I’ve also used named character classes instead of specifying explicit ranges. This will help when the engine supports Unicode since the named classes will automatically expand to encompass the standard Unicode equivalents. It also makes the expressions a little more readable.

Character Set Algrebra

Character sets can be more than just simple expressions as in the above token definitions. You can add and subtract them to get exactly the set of characters you want.

Some examples of character set algebra (assuming strict 7-bit ascii):

  • [:xdigit:] == [:digit: + [a-f] + [A-F]]
  • [:alnum:] == [:alpha: + :digit:] == [:upper: + :lower: + :digit:]
  • consonants: [:alpha: - [aeiouAEIOU]]
  • everything except vowels: [ - [aeiouAEIOU] ]

Ordering is important. Set operations are evaluated left to right, so the following are not equivalent: [:alpha: - [aeiouAEIOU]] and [ -[aeiouAEIOU] + :alpha: ]. The first is the set of consonants (alpha from which we remove the vowels) while the second is everything (all characters from which we remove the vowels and then add all alphabetical characters).

Set operations can be parenthesized if it helps make things clearer. For example, the following two are equivalent: [:alpha: - [aeiou] - [AEIOU]] and [:alpha: - ([aeiou] + [AEIOU])].

Rules

Rules describe how tokens are related. For example, the top-level rule in the Donne transcription grammar is:

This says that a document consists of a line followed by zero or more lines separated by one or more new lines and ending with an optional newline. If this successfully matches, then the result of the match should be whatever was produced by matching the individual ‘line’ rules.

The ‘[NL]’ is just the token from before. The ‘line’ rule is defined as:

This rule is a bit more complex than the ‘lines’ rule. It also shows us how we might use the mode to change the token set we have available.

Here, we expect to begin in the ‘linenumber’ mode so that we don’t have to worry about the linetext tokens matching when we expect only the ‘linenumber’ rule and tokens to match. Once we are past the ‘linenumber’, we switch to expecting tokens in the ‘linetext’ mode. If we find an optional control character and text, then we successfully match a line and run the associated code that sets up the data for that line.

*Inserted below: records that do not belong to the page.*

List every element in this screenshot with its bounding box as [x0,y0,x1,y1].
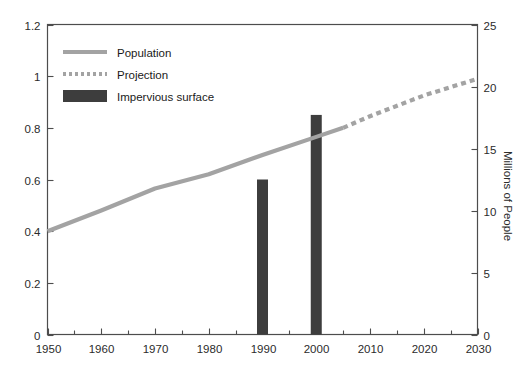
legend-label: Impervious surface [117,91,214,103]
bar [257,180,268,335]
chart-figure: 195019601970198019902000201020202030 00.… [0,0,514,374]
y-left-tick-label: 0 [34,330,40,342]
y-axis-right-ticks [472,26,478,336]
y-left-tick-label: 1.2 [25,20,41,32]
y-right-tick-label: 10 [484,206,497,218]
x-tick-label: 2020 [412,343,438,355]
y-axis-left-tick-labels: 00.20.40.60.811.2 [25,20,42,342]
y-right-tick-label: 15 [484,144,497,156]
y-axis-right-title: Millions of People [502,151,514,241]
y-left-tick-label: 0.2 [25,278,41,290]
chart-canvas: 195019601970198019902000201020202030 00.… [0,0,514,374]
x-tick-label: 1990 [251,343,277,355]
legend-label: Projection [117,69,168,81]
chart-legend: PopulationProjectionImpervious surface [63,47,214,103]
legend-label: Population [117,47,171,59]
y-right-tick-label: 20 [484,82,497,94]
x-tick-label: 2000 [304,343,330,355]
x-tick-label: 1970 [143,343,169,355]
legend-swatch-impervious-surface [63,90,107,102]
x-tick-label: 2010 [358,343,384,355]
x-tick-label: 1950 [36,343,62,355]
y-right-tick-label: 5 [484,268,490,280]
x-axis-tick-labels: 195019601970198019902000201020202030 [36,343,492,355]
bar [311,115,322,335]
x-tick-label: 1960 [89,343,115,355]
y-right-tick-label: 25 [484,20,497,32]
population-line [48,128,344,231]
y-axis-right-tick-labels: 0510152025 [484,20,497,342]
x-tick-label: 1980 [197,343,223,355]
projection-line [343,79,477,128]
y-left-tick-label: 0.8 [25,123,41,135]
x-tick-label: 2030 [466,343,492,355]
y-right-tick-label: 0 [484,330,490,342]
y-left-tick-label: 1 [34,71,40,83]
y-axis-left-ticks [48,26,54,336]
y-left-tick-label: 0.6 [25,175,41,187]
y-left-tick-label: 0.4 [25,226,42,238]
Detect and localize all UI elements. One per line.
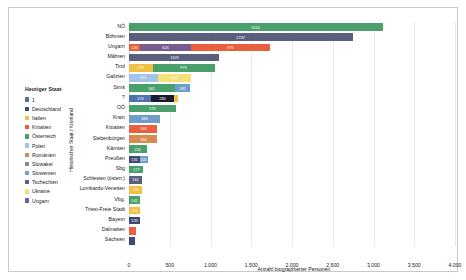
- stacked-bar[interactable]: 375422: [129, 74, 191, 82]
- bar-row[interactable]: Preußen131101: [129, 154, 455, 164]
- bar-value-label: 280: [159, 96, 166, 101]
- stacked-bar[interactable]: 562182: [129, 84, 190, 92]
- stacked-bar[interactable]: [129, 237, 135, 245]
- bar-segment[interactable]: 1109: [129, 54, 219, 62]
- legend-item-label: Slowenien: [32, 170, 56, 176]
- bar-value-label: 131: [131, 208, 138, 213]
- bar-segment[interactable]: [174, 95, 178, 103]
- bar-segment[interactable]: 158: [129, 186, 142, 194]
- bar-value-label: 2747: [236, 35, 245, 40]
- category-label: Stmk: [55, 85, 129, 90]
- legend-item-label: Kroatien: [32, 124, 51, 130]
- legend-item-label: Österreich: [32, 133, 56, 139]
- bar-segment[interactable]: 562: [129, 84, 175, 92]
- bar-row[interactable]: Sachsen: [129, 236, 455, 246]
- bar-segment[interactable]: 2747: [129, 33, 353, 41]
- stacked-bar[interactable]: 383: [129, 115, 160, 123]
- stacked-bar[interactable]: 131: [129, 207, 140, 215]
- stacked-bar[interactable]: 161: [129, 176, 142, 184]
- bar-value-label: 373: [138, 65, 145, 70]
- bar-row[interactable]: Kärnten216: [129, 144, 455, 154]
- stacked-bar[interactable]: 158: [129, 186, 142, 194]
- stacked-bar[interactable]: 216: [129, 145, 147, 153]
- bar-row[interactable]: Schlesien (österr.)161: [129, 175, 455, 185]
- bar-value-label: 1109: [170, 55, 179, 60]
- stacked-bar[interactable]: [129, 227, 136, 235]
- bar-row[interactable]: Siebenbürgen344: [129, 134, 455, 144]
- bar-segment[interactable]: 141: [129, 196, 140, 204]
- legend-swatch-icon: [25, 153, 29, 157]
- bar-row[interactable]: Stmk562182: [129, 83, 455, 93]
- chart-screenshot: Heutiger Staat 1DeutschlandItalienKroati…: [0, 0, 466, 280]
- stacked-bar[interactable]: 139: [129, 217, 140, 225]
- category-label: Kroatien: [55, 125, 129, 130]
- stacked-bar[interactable]: 274280: [129, 95, 178, 103]
- bar-segment[interactable]: 131: [129, 207, 140, 215]
- bar-row[interactable]: Böhmen2747: [129, 32, 455, 42]
- bar-segment[interactable]: 182: [175, 84, 190, 92]
- bar-value-label: 101: [140, 157, 147, 162]
- bar-row[interactable]: Mähren1109: [129, 53, 455, 63]
- stacked-bar[interactable]: 177: [129, 166, 143, 174]
- bar-value-label: 575: [149, 106, 156, 111]
- bar-segment[interactable]: 280: [151, 95, 174, 103]
- bar-segment[interactable]: 344: [129, 135, 157, 143]
- bar-row[interactable]: NÖ3114: [129, 22, 455, 32]
- bar-segment[interactable]: [129, 237, 135, 245]
- bar-segment[interactable]: 975: [191, 44, 270, 52]
- bar-segment[interactable]: 274: [129, 95, 151, 103]
- bar-value-label: 182: [179, 86, 186, 91]
- stacked-bar[interactable]: 344: [129, 125, 157, 133]
- bar-segment[interactable]: 383: [129, 115, 160, 123]
- bar-segment[interactable]: 375: [129, 74, 158, 82]
- stacked-bar[interactable]: 141: [129, 196, 140, 204]
- chart-frame: Heutiger Staat 1DeutschlandItalienKroati…: [8, 7, 458, 272]
- bar-segment[interactable]: 136: [129, 44, 140, 52]
- bar-segment[interactable]: 979: [153, 64, 215, 72]
- bar-row[interactable]: Bayern139: [129, 215, 455, 225]
- bar-row[interactable]: Kroatien344: [129, 124, 455, 134]
- bar-value-label: 216: [134, 147, 141, 152]
- stacked-bar[interactable]: 344: [129, 135, 157, 143]
- stacked-bar[interactable]: 1109: [129, 54, 219, 62]
- bar-segment[interactable]: 101: [140, 156, 148, 164]
- bar-segment[interactable]: 216: [129, 145, 147, 153]
- bar-segment[interactable]: 575: [129, 105, 176, 113]
- stacked-bar[interactable]: 373979: [129, 64, 215, 72]
- bar-row[interactable]: Krain383: [129, 114, 455, 124]
- bar-segment[interactable]: 373: [129, 64, 153, 72]
- bar-row[interactable]: Dalmatien: [129, 226, 455, 236]
- bar-row[interactable]: Ungarn136624975: [129, 42, 455, 52]
- bar-segment[interactable]: 139: [129, 217, 140, 225]
- bar-row[interactable]: Galizien375422: [129, 73, 455, 83]
- bar-row[interactable]: OÖ575: [129, 103, 455, 113]
- bar-value-label: 161: [132, 177, 139, 182]
- bar-row[interactable]: Tirol373979: [129, 63, 455, 73]
- stacked-bar[interactable]: 3114: [129, 23, 383, 31]
- bar-row[interactable]: Triest-Freie Stadt131: [129, 205, 455, 215]
- legend-item-label: Slowakei: [32, 161, 53, 167]
- stacked-bar[interactable]: 575: [129, 105, 176, 113]
- bar-value-label: 562: [149, 86, 156, 91]
- bar-value-label: 344: [140, 137, 147, 142]
- bar-segment[interactable]: 344: [129, 125, 157, 133]
- bar-segment[interactable]: 177: [129, 166, 143, 174]
- bar-row[interactable]: Sbg177: [129, 165, 455, 175]
- bar-segment[interactable]: 422: [158, 74, 191, 82]
- legend-swatch-icon: [25, 198, 29, 202]
- bar-segment[interactable]: 161: [129, 176, 142, 184]
- category-label: Lombardo-Venetien: [55, 186, 129, 191]
- stacked-bar[interactable]: 2747: [129, 33, 353, 41]
- bar-segment[interactable]: 624: [140, 44, 191, 52]
- bar-row[interactable]: ?274280: [129, 93, 455, 103]
- bar-segment[interactable]: [129, 227, 136, 235]
- bar-value-label: 274: [137, 96, 144, 101]
- bar-segment[interactable]: 131: [129, 156, 140, 164]
- bar-segment[interactable]: 3114: [129, 23, 383, 31]
- stacked-bar[interactable]: 136624975: [129, 44, 289, 52]
- bar-row[interactable]: Vbg.141: [129, 195, 455, 205]
- bar-row[interactable]: Lombardo-Venetien158: [129, 185, 455, 195]
- bar-value-label: 422: [172, 76, 179, 81]
- category-label: Tirol: [55, 64, 129, 69]
- stacked-bar[interactable]: 131101: [129, 156, 148, 164]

The linenumber rule is defined as:

You’ll also notice that the actual match is in a g:when element. A rule can match multiple patterns, each with its own associated code. Here, we are using the linenumber tokens defined above and expecting them to be separated by dots (.). You can think of the “’.’” notation as defining an anonymous token that matches a literal string. Spaces in the rule pattern are ignored. To match an explicit space in the string you’re parsing, you will need to include it explicitly in the pattern.

If we match a line number, we just translate the names of the items from uppercase to lowercase in the result that is passed on to the ‘line’ rule.

Grammars

Grammars are collections of rules and tokens. The current vision is that grammars will live inside libraries (yet to be coded) and make available as functions those rules and tokens that are not attached to a particular mode.

The resulting system will provide named regular expressions (tokens) and parsers (rules). I’m debating how I want to construct the parser: either top-down or bottom-up. Top-down is easier in some ways because we don’t need to construct a state machine to manage building up more complex rules from less-complex sets of tokens/rules. Bottom-up is nice because it allows the higher-level patterns to emerge from the collection of tokens/rules produced from processing the given string without having to determine beforehand what our target is: we can stop processing as soon as we have a single rule encompassing everything we’ve seen.

Right now, we have a working token expression parser that gives us basic regular expression support. We’re developing the rule engine and the general library support in Fabulator in which we’ll embed the grammar definitions. Once we have libraries and grammars available in the Radiant+Fabulator combination, we’ll remove the ‘matches’ function from the grammar extension. Regular expressions shouldn’t be embedded in a program if they are subject to change. Instead, they can be documented by putting them in a project-specific library/grammar.